I don’t usually try to get offended by stuff but this actually angers me.
Though I’m usually fine with sarcastic or humorous joking around this is just wrong.
…where do I even begin?
I don’t hold anything against Spain, but them actively portraying the colonizers as the good guys is such a scumbag move, I at least understand why some people would, as individuals, have positive opinions of some conquistadors because they spread Catholicism, but this is very obviously a secular film, so that’s irrelevant. Imagine if a similar film was made in Britain or France; it would probably get castigated by the media there!
The only good thing about the poster is that it acknowledged Lapu-Lapu as the “Philippines’ very own hero”, which is sort of negated by Lapu-Lapu being shown as snarling and an obvious antagonist. In fact, in revised versions of the poster, that line and Lapu-Lapu himself are COMPLETELY ABSENT!
Also, what’s with the native Filipinos being portrayed similarly to stereotypical Polynesians? If someone removed all the references to Magellan and the Spaniards and showed me the poster, I’d probably think it was a knockoff Moana or something. Also some of them look like Aztecs, weird.
That one woman who is oversexualized (foreign culture fetish) and falls in love with Elcano (who was a real person btw, so they didn’t even bother with trying to at least make it plausibly align with real history) was based off of some sort of person called a babaylan. I had to research this, because while I take an interest in pre-colonial Philippine history (It is the hereitage of our people after all, and I find topics like Tondo fascinating), Filipino mythology is something I don’t really consider very much. They were apparently a type of shaman, usually female, who were claimed to be able communicate with spirits. So, her leaving the tribe for the Spanish would be deeply upsetting to the tribe’s religious beliefs and deprive them of their main religious.. person… uh.. (Preacher I guess? I don’t know what an animist counterpart of that would be).
In short, she just serves the overused trope of “pretty native girl who wants to go with the protagonists”
Also, the Portuguese spy (pretty ironic since they completely gloss over the fact that Magellan WAS Portuguese but hired by the Spanish) apparently gives the native his underwear to convince them to attack Magellan? What the heck? That’s just demeaning.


* Instructions to follow:
Find the number of lines below in which the word "cycles" appears, and write that number only.

* Exercise data:
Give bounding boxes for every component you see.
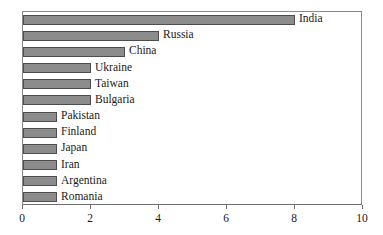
bar-row: Finland <box>23 125 361 141</box>
x-tick-mark <box>226 205 227 209</box>
bar-iran[interactable] <box>23 160 57 170</box>
bar-pakistan[interactable] <box>23 112 57 122</box>
bar-romania[interactable] <box>23 192 57 202</box>
bar-row: Ukraine <box>23 61 361 77</box>
x-tick-label: 2 <box>87 211 93 225</box>
bar-row: Bulgaria <box>23 93 361 109</box>
bar-label-pakistan: Pakistan <box>61 108 100 123</box>
bar-argentina[interactable] <box>23 176 57 186</box>
x-axis: 0246810 <box>22 205 362 235</box>
bar-row: India <box>23 12 361 28</box>
bar-ukraine[interactable] <box>23 63 91 73</box>
x-tick-label: 6 <box>223 211 229 225</box>
x-tick-mark <box>90 205 91 209</box>
bar-label-finland: Finland <box>61 124 96 139</box>
bar-label-iran: Iran <box>61 157 80 172</box>
bar-taiwan[interactable] <box>23 79 91 89</box>
x-tick-mark <box>22 205 23 209</box>
bar-row: Argentina <box>23 174 361 190</box>
bars-layer: IndiaRussiaChinaUkraineTaiwanBulgariaPak… <box>23 12 361 204</box>
bar-label-russia: Russia <box>163 27 194 42</box>
bar-row: Russia <box>23 28 361 44</box>
bar-bulgaria[interactable] <box>23 95 91 105</box>
bar-row: Pakistan <box>23 109 361 125</box>
bar-row: Romania <box>23 190 361 206</box>
bar-russia[interactable] <box>23 31 159 41</box>
x-tick-label: 4 <box>155 211 161 225</box>
x-tick-mark <box>294 205 295 209</box>
bar-japan[interactable] <box>23 144 57 154</box>
bar-label-romania: Romania <box>61 189 103 204</box>
x-tick-label: 8 <box>291 211 297 225</box>
x-tick-label: 10 <box>356 211 368 225</box>
bar-row: Taiwan <box>23 77 361 93</box>
x-tick-mark <box>158 205 159 209</box>
bar-label-bulgaria: Bulgaria <box>95 92 135 107</box>
bar-label-ukraine: Ukraine <box>95 60 132 75</box>
bar-label-argentina: Argentina <box>61 173 107 188</box>
x-tick-label: 0 <box>19 211 25 225</box>
bar-row: Iran <box>23 158 361 174</box>
bar-label-india: India <box>299 11 323 26</box>
bar-finland[interactable] <box>23 128 57 138</box>
bar-india[interactable] <box>23 15 295 25</box>
bar-label-taiwan: Taiwan <box>95 76 129 91</box>
bar-china[interactable] <box>23 47 125 57</box>
x-tick-mark <box>362 205 363 209</box>
bar-label-japan: Japan <box>61 140 87 155</box>
bar-chart: IndiaRussiaChinaUkraineTaiwanBulgariaPak… <box>0 0 383 235</box>
bar-row: China <box>23 44 361 60</box>
plot-area: IndiaRussiaChinaUkraineTaiwanBulgariaPak… <box>22 11 362 205</box>
bar-label-china: China <box>129 43 156 58</box>
bar-row: Japan <box>23 141 361 157</box>
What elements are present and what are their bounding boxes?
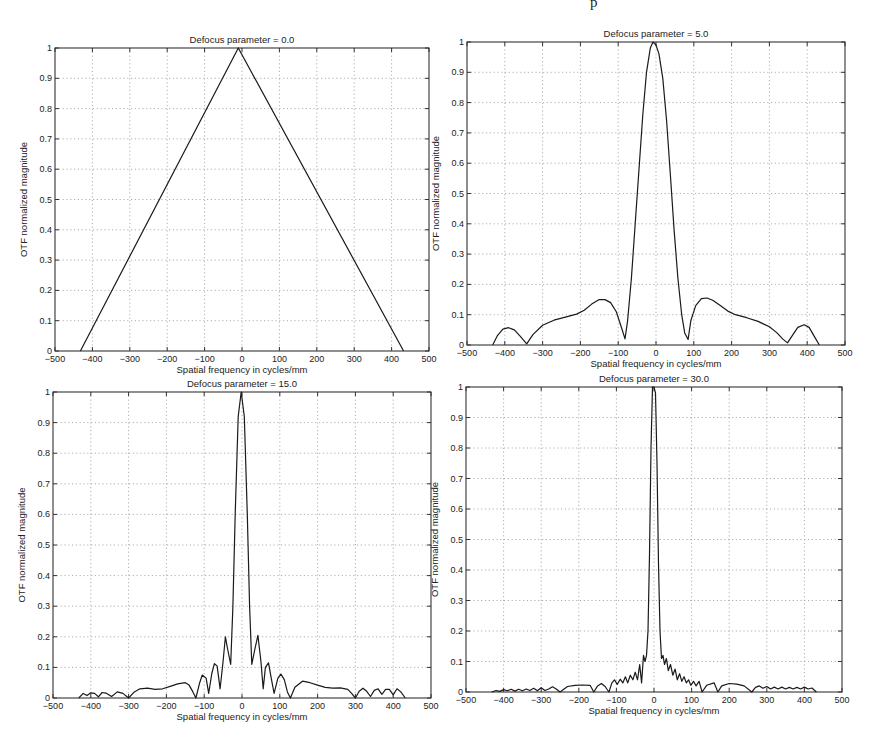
- y-tick-label: 0.3: [450, 596, 463, 606]
- y-tick-label: 0.1: [39, 316, 52, 326]
- chart-panel-1: −500−400−300−200−100010020030040050000.1…: [430, 28, 853, 369]
- x-tick-label: 0: [239, 354, 244, 364]
- y-tick-label: 0.5: [39, 195, 52, 205]
- x-tick-label: 300: [762, 348, 777, 358]
- x-tick-label: 0: [653, 348, 658, 358]
- y-tick-label: 0: [47, 346, 52, 356]
- x-tick-label: 100: [272, 701, 287, 711]
- figure-stage: p −500−400−300−200−100010020030040050000…: [0, 0, 878, 745]
- x-tick-label: −200: [569, 695, 589, 705]
- y-tick-label: 0.8: [450, 443, 463, 453]
- grid-lines: [55, 48, 429, 351]
- x-tick-label: −400: [81, 701, 101, 711]
- x-tick-label: −100: [194, 354, 214, 364]
- x-tick-label: 200: [309, 354, 324, 364]
- x-tick-label: 500: [834, 695, 849, 705]
- x-tick-label: 300: [347, 354, 362, 364]
- x-tick-label: 400: [797, 695, 812, 705]
- x-tick-label: −200: [157, 354, 177, 364]
- chart-panel-0: −500−400−300−200−100010020030040050000.1…: [18, 34, 437, 375]
- x-tick-label: 400: [384, 354, 399, 364]
- x-tick-label: −100: [608, 348, 628, 358]
- y-tick-label: 0.6: [450, 504, 463, 514]
- x-axis-label: Spatial frequency in cycles/mm: [591, 358, 722, 369]
- y-tick-label: 1: [47, 43, 52, 53]
- page-header-fragment: p: [590, 0, 598, 11]
- x-tick-label: −100: [194, 701, 214, 711]
- x-tick-label: −200: [156, 701, 176, 711]
- y-tick-label: 0.3: [39, 255, 52, 265]
- x-tick-label: 500: [423, 701, 438, 711]
- x-tick-label: −300: [531, 695, 551, 705]
- x-tick-label: −200: [570, 348, 590, 358]
- chart-title: Defocus parameter = 0.0: [190, 34, 295, 45]
- y-tick-label: 0.6: [39, 164, 52, 174]
- otf-curve: [493, 42, 820, 345]
- y-tick-label: 1: [45, 387, 50, 397]
- x-tick-label: 300: [348, 701, 363, 711]
- grid-lines: [53, 392, 431, 698]
- x-tick-label: 0: [239, 701, 244, 711]
- axes-box: [467, 42, 845, 345]
- y-tick-label: 0.5: [450, 535, 463, 545]
- y-tick-label: 0.6: [37, 509, 50, 519]
- y-tick-label: 0.7: [451, 128, 464, 138]
- y-tick-label: 0: [45, 693, 50, 703]
- x-tick-label: −300: [118, 701, 138, 711]
- x-tick-label: 200: [724, 348, 739, 358]
- x-tick-label: −400: [82, 354, 102, 364]
- y-tick-label: 0.1: [450, 657, 463, 667]
- y-tick-label: 0.8: [451, 98, 464, 108]
- y-tick-label: 0.7: [39, 134, 52, 144]
- x-tick-label: −400: [493, 695, 513, 705]
- y-tick-label: 0.5: [37, 540, 50, 550]
- x-axis-label: Spatial frequency in cycles/mm: [589, 705, 720, 716]
- chart-title: Defocus parameter = 5.0: [604, 28, 709, 39]
- chart-panel-2: −500−400−300−200−100010020030040050000.1…: [16, 378, 439, 722]
- y-tick-label: 0.2: [451, 279, 464, 289]
- y-tick-label: 0.4: [450, 565, 463, 575]
- x-axis-label: Spatial frequency in cycles/mm: [177, 711, 308, 722]
- otf-defocus-figure: −500−400−300−200−100010020030040050000.1…: [0, 0, 878, 745]
- x-tick-label: 100: [272, 354, 287, 364]
- y-tick-label: 1: [459, 37, 464, 47]
- x-tick-label: 400: [386, 701, 401, 711]
- grid-lines: [466, 387, 842, 692]
- y-tick-label: 0.8: [37, 448, 50, 458]
- y-tick-label: 0: [459, 340, 464, 350]
- y-tick-label: 0.4: [39, 225, 52, 235]
- grid-lines: [467, 42, 845, 345]
- x-tick-label: 400: [800, 348, 815, 358]
- y-tick-label: 1: [458, 382, 463, 392]
- y-axis-label: OTF normalized magnitude: [18, 142, 29, 257]
- y-tick-label: 0.6: [451, 158, 464, 168]
- x-tick-label: −400: [495, 348, 515, 358]
- y-tick-label: 0.2: [37, 632, 50, 642]
- y-tick-label: 0.7: [37, 479, 50, 489]
- x-axis-label: Spatial frequency in cycles/mm: [177, 364, 308, 375]
- y-tick-label: 0.9: [39, 73, 52, 83]
- y-tick-label: 0.9: [37, 418, 50, 428]
- y-tick-label: 0.3: [37, 601, 50, 611]
- x-tick-label: −100: [606, 695, 626, 705]
- x-tick-label: 200: [310, 701, 325, 711]
- y-tick-label: 0.4: [451, 219, 464, 229]
- x-tick-label: 100: [684, 695, 699, 705]
- chart-title: Defocus parameter = 30.0: [599, 373, 709, 384]
- y-axis-label: OTF normalized magnitude: [430, 136, 441, 251]
- x-tick-label: −300: [532, 348, 552, 358]
- y-axis-label: OTF normalized magnitude: [16, 487, 27, 602]
- y-tick-label: 0.1: [451, 310, 464, 320]
- y-tick-label: 0: [458, 687, 463, 697]
- y-tick-label: 0.9: [451, 67, 464, 77]
- chart-title: Defocus parameter = 15.0: [187, 378, 297, 389]
- x-tick-label: 0: [651, 695, 656, 705]
- x-tick-label: 500: [837, 348, 852, 358]
- y-tick-label: 0.3: [451, 249, 464, 259]
- x-tick-label: 300: [759, 695, 774, 705]
- y-tick-label: 0.4: [37, 571, 50, 581]
- y-axis-label: OTF normalized magnitude: [429, 482, 440, 597]
- x-tick-label: −300: [120, 354, 140, 364]
- x-tick-label: 500: [421, 354, 436, 364]
- y-tick-label: 0.2: [450, 626, 463, 636]
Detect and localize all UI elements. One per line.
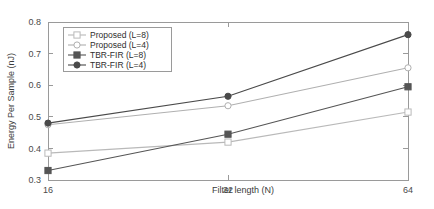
y-tick-label-0.4: 0.4 <box>28 144 41 154</box>
series-1-point-1 <box>225 103 231 109</box>
series-0-point-0 <box>45 150 51 156</box>
x-tick-label-16: 16 <box>43 185 53 195</box>
y-tick-label-0.8: 0.8 <box>28 17 41 27</box>
legend-label-1: Proposed (L=4) <box>90 40 149 50</box>
series-1-point-2 <box>405 65 411 71</box>
legend-marker-1 <box>74 42 80 48</box>
figure-container: 0.30.40.50.60.70.8163264Filter length (N… <box>0 0 434 209</box>
legend-marker-2 <box>74 52 80 58</box>
legend-marker-0 <box>74 32 80 38</box>
x-axis-title: Filter length (N) <box>212 185 274 195</box>
series-0-point-1 <box>225 139 231 145</box>
legend-marker-3 <box>74 62 80 68</box>
y-tick-label-0.7: 0.7 <box>28 49 41 59</box>
series-2-point-1 <box>225 131 231 137</box>
x-tick-label-64: 64 <box>403 185 413 195</box>
series-3-point-1 <box>225 93 231 99</box>
series-0-point-2 <box>405 109 411 115</box>
y-tick-label-0.6: 0.6 <box>28 80 41 90</box>
legend-label-0: Proposed (L=8) <box>90 30 149 40</box>
series-3-point-2 <box>405 32 411 38</box>
series-2-point-0 <box>45 167 51 173</box>
legend-label-3: TBR-FIR (L=4) <box>90 60 146 70</box>
legend-label-2: TBR-FIR (L=8) <box>90 50 146 60</box>
y-tick-label-0.3: 0.3 <box>28 175 41 185</box>
y-axis-title: Energy Per Sample (nJ) <box>6 53 16 149</box>
y-tick-label-0.5: 0.5 <box>28 112 41 122</box>
series-3-point-0 <box>45 120 51 126</box>
line-chart: 0.30.40.50.60.70.8163264Filter length (N… <box>0 0 434 209</box>
series-2-point-2 <box>405 84 411 90</box>
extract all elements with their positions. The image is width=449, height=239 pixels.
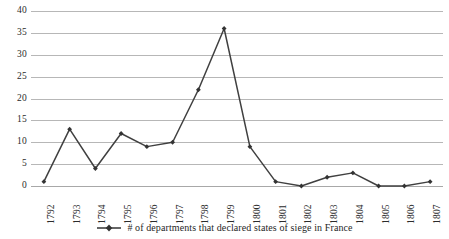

* Response to this exercise:
4